The two ABCA4 variants identified in our patient are likely to be disease- causing and sufficient to cause disease, considering the phenotype (peripapillary sparing, early-onset and rapid progression) and the fact that patient’s paternal uncle, who also has two pathogenic variants in ABCA4, has a similar fundus appearance and the same clinical diagnosis, although his disease is less severe. Although the VUS in the RPGR gene is likely to be benign, it is unknown what effect, if any, it may have on the patient’s fundus findings. Mutations in the RPGR gene that cause early involvement of the macula with sparing of the periphery are generally located at the 3’ end of the gene, rather than in exons 1–15, where our patient’s variant was detected. In addition, mutations in the RPGR gene that cause early macular involvement are usually associated with a cone-rod phenotype, and the age of onset is usually later, ranging from the second to the fourth decade.(21, 22) Therefore, due to the location of the patient’s VUS and age of onset, the RPGR variant is unlikely to be associated with his phenotype.

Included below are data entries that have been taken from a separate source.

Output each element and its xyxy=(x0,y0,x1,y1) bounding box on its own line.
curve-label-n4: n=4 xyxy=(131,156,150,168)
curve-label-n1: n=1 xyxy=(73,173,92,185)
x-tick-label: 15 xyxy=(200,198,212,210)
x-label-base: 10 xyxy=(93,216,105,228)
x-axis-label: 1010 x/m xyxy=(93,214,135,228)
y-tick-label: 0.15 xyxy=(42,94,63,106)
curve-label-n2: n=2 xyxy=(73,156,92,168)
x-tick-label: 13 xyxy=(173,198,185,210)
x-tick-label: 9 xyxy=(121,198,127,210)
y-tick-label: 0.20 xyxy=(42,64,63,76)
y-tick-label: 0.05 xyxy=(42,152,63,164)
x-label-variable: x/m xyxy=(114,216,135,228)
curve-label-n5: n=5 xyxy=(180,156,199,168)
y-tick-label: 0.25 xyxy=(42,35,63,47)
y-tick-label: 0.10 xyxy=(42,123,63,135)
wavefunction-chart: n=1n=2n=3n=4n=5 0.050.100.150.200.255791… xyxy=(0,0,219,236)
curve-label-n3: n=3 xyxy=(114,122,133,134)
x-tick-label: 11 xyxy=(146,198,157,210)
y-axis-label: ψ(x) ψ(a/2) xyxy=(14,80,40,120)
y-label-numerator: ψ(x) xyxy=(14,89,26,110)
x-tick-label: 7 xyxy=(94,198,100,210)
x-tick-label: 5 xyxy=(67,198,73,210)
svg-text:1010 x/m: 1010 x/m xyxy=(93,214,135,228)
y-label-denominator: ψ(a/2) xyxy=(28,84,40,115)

In addition to its reported presence in NR2E3-related RP, the hyperautofluorescent peripapillary ring and perimacular hyperautofluorescent ring (a double hyperautofluorecent ring) has now also been seen in patients with mutations in the ABCA4 gene. It is still not clear what this pattern represents. Prospective studies are necessary to demonstrate functional changes associated with this finding. Of note, the peripapillary area remained spared in our patient. This is a hallmark of ABCA4-related disease and has the potential to act as a preferred retinal locus in visual rehabilitation.